At the minute, I’m very comfortable with it ‘cause it feels like mine. I don’t feel like I’ve ribbed bits from here and there, or if I have, I don’t know I’m doing it. I feel like I’ve got some sorta unique style developed, maybe a terrible one, but I think it’s identifiable as mine, for me at least, and that’s as much as I wanted. It took time, and I think the first year of stuff I wrote for BC, for example, is fairly mightily removed from the stuff I write now. For better or worse, I dunno, but I prefer it now, that’s for sure. I don’t necessarily like the pieces all the time, or even most of the time, but I like the style, so that’s always something.

Your writing is almost painfully personal at times. You've written one of the most searing accounts of alcohol addiction I've read anywhere, and you talk very openly about your love life.
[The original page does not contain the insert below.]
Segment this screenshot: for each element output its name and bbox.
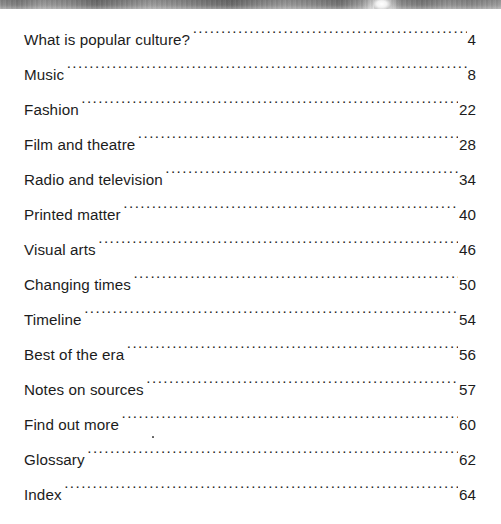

Do you ever have the feeling you've shared too much or gone too far, or is the writing therapeutic? How much does the writing factor into keeping The Duke grounded and sane?

Well, Experience is all a fella really has that’s his own, and if I’m gonna write, I feel I may as well capitalize on the one thing that’s mine. I always liked sorta “confessional” stuff in whatever medium, be it writing or music or film or whatever, and I feel comfortable with that. I don’t always feel comfortable putting it on Blogcritics, mind, since sometimes I feel like what I’m writing can’t possibly be of any interest to anyone else. But then folks say they dig it, so what do I know? The accounts of addiction you mentioned, I’m guessing you’re referring to the two-piece thingy that was written way back in the early days, a piece which I am utterly mortified by now. It’s an example of what I try not to do, which is to present chunks of “Here’s what I did and I was oh so very upset and it’s all okay because I’m stronger now.” Embarrassing, is what it is, and I was holding back every other line, leaving out the kindsa things might drive a fella to write an article about it in the first place. If I wrote that now, I’d like to think I could do it with a touch more flair, and certainly I would have much less fear about digging deeper into the memory-gland, being much further removed from it now, in terms of the months and the years and so on. I like to have other stuff going on, rather than just “What happened was this…,” I like to have it stylistically interesting enough to justify however self-indulgent the topic may be. I think I’ve gotten better at that, but I still falter the odd time. But certainly there’s something therapeutic to it all, something incredibly cathartic. More than that, though, is the sense that something worthwhile is coming out of even the most wretched experiences. If something diabolical happens to me, well, that’s one thing, but if I waste the opportunity for a tale afforded by such, that right there is just unforgivable. There are obviously things you can’t relate, but I usually take matters as far as I can. I don’t mind at all how I look, it’s only when other people are involved that I have to hold back.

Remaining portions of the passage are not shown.